Her stone; the rock at the family firepit.
She will pull paper to her and scrape words
across its pale skin, squeeze the phrases
into tight mouthed tirades, and throw it all
into a memory bin that will be put out in the trash
and finally burned on the pyre.

A Fresh Breath Of Hope

Look, the leaves are gone and the wind blows freely
around the world, teasing stars and moon and goddesses
with their whispers of skittery souls and open wings
ready to be lifted.  Floating on a current of crude poems,
I dreamed the dearest dirge for you

but upon an open-mouthed spiral, they downed themselves
on a crippled carnation left over from some sorrow.
It was there she found me, caught and trying to haul
something almost lifeless from a low hung branch;
a bent word, a furrowed brow, a flockless surrender
that could have stayed awkward in sky’s limp pooling of ink,
waiting for a lawnmower, no, a dirt mover, to change things.

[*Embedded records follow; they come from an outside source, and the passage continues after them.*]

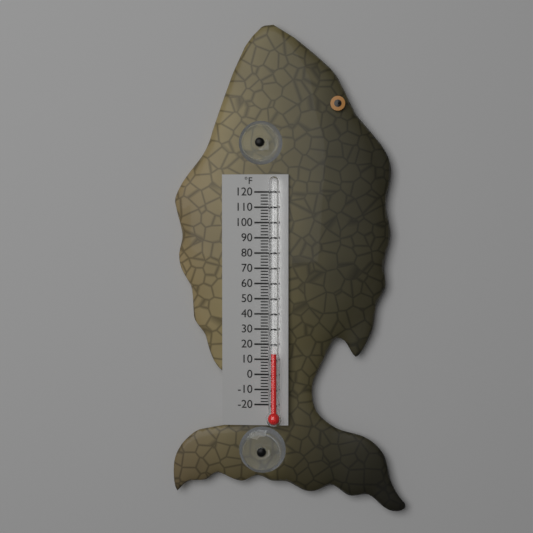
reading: 14 °F
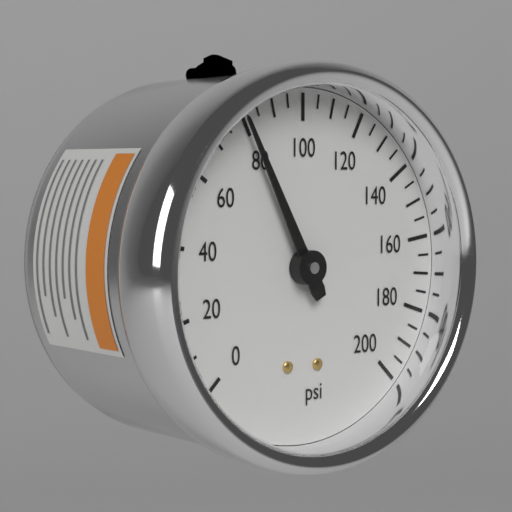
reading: 80 psi
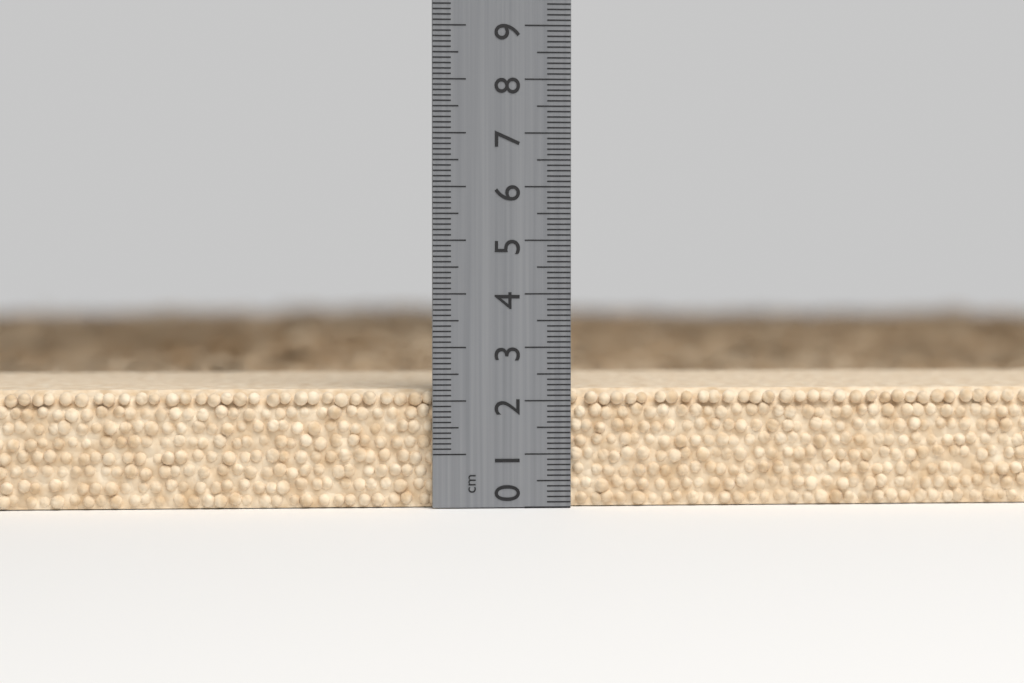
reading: 2.2 cm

Tumbling out of a rainbow, she came, over a thatched
horizon, beneath a beat-down need to turn a terse emotion
into a tender poem, and lifted my hand to hold a hers.

She knew how love slips through cracks in the upturned palm.
She knew, also, how light can be seen through the fingers
no matter how clenched they are.  Our coordinates are the same;
the leafless tree, the wordless poet, the skyless soul
and she, the wind, waiting to ruffle us from our hopelessness.

Hope In A Deluge

I could have gone blind on sunshine,
had there not been a few shadows
to keep me humble.  Glare would eventually
force me to cover my eyes,  burned, seared,
crying out that light can hurt the heart
when it is constant.  I have been grateful
and not having to swelter
sunfully because someone depended on me too. 

I could have been pressed down, on rock
hard places, never to rise, because I was so comfortable
in shade and stones are sometimes
the next hardest thing I know. 

When I was up waving, my bright
smile like a beacon, there was always someone
who wanted what I had, would pick me before my prime
and I would end up looking wilted
which was more noticeable in the glare.
and it was lonely there, weighted with responsibility.

When I was in the shadows, it was inevitably easier,
at times.  I could grovel in murkiness
and not have  to wave any banners or bear
 any burdens other than my own.  It was a heavy
quiet, lonely in other ways.  But no one expected
any more from me then.

But, I should discuss the rain.  Rain that falls
in full sunlight, they say are angel tears of happiness
and perhaps sorrow, in its mysterious was;
that knowing that it can not be sustained
for so as morning rises, night must fall.
There is an aching in any joy for that.

When dark days gather into sop of sudden showers,
even flowers know to bend their heads
and see it through. It is such a wonder,
to me, that the buds in process of their mourning
know when to rise together like a yellow chorus.

You are a blossom in my garden, my friend.
We know the season and the cycles well. 
We are both sunned and shadowed Hope
to each other.  Our arms, like leaves,
hold each other in swelter or shadow
just beneath the dazzle of ease
and the bend when we are beleaguered
by a deluge of dark horizons.
 

Denying Death

Oh Death, you are a wanton,
with no respect for kind and kin

let go of my sister’s hem

she is needed here to kiss children,
to braid her sister’s hair, to brush
a brother’s sweat off his brow

take your dark and tempting heavy
scent from air she breathes,
she has flowers to smell
that do not go with any funeral parlor

there are roses she must cause to bloom
dark night she has stars to pin to
she has her bath to draw
to sooth her need for water

not to drown your hum or harrowing
aching voice whispering that she is now
somehow related to you

let go of her hair that is tangled
through head tossing in her sleep
and balks beneath her combing

of thoughts, caught like burdock
belief that she should look disheveled

You are a jealous woman, you want
what she has; her hope that rides hard
to keep safe from such as you

be gone, and with you take your minions;
those nasty near-death wishes
that seep into her bones

What love has, you can not have,
until she offers you her bouquet
of release that she has saved
until the last moment to hand over
to you who will cause shattering
of petals that were meant to stay near her heart

She will no longer believe in you
once she sees spring bring new blossoms.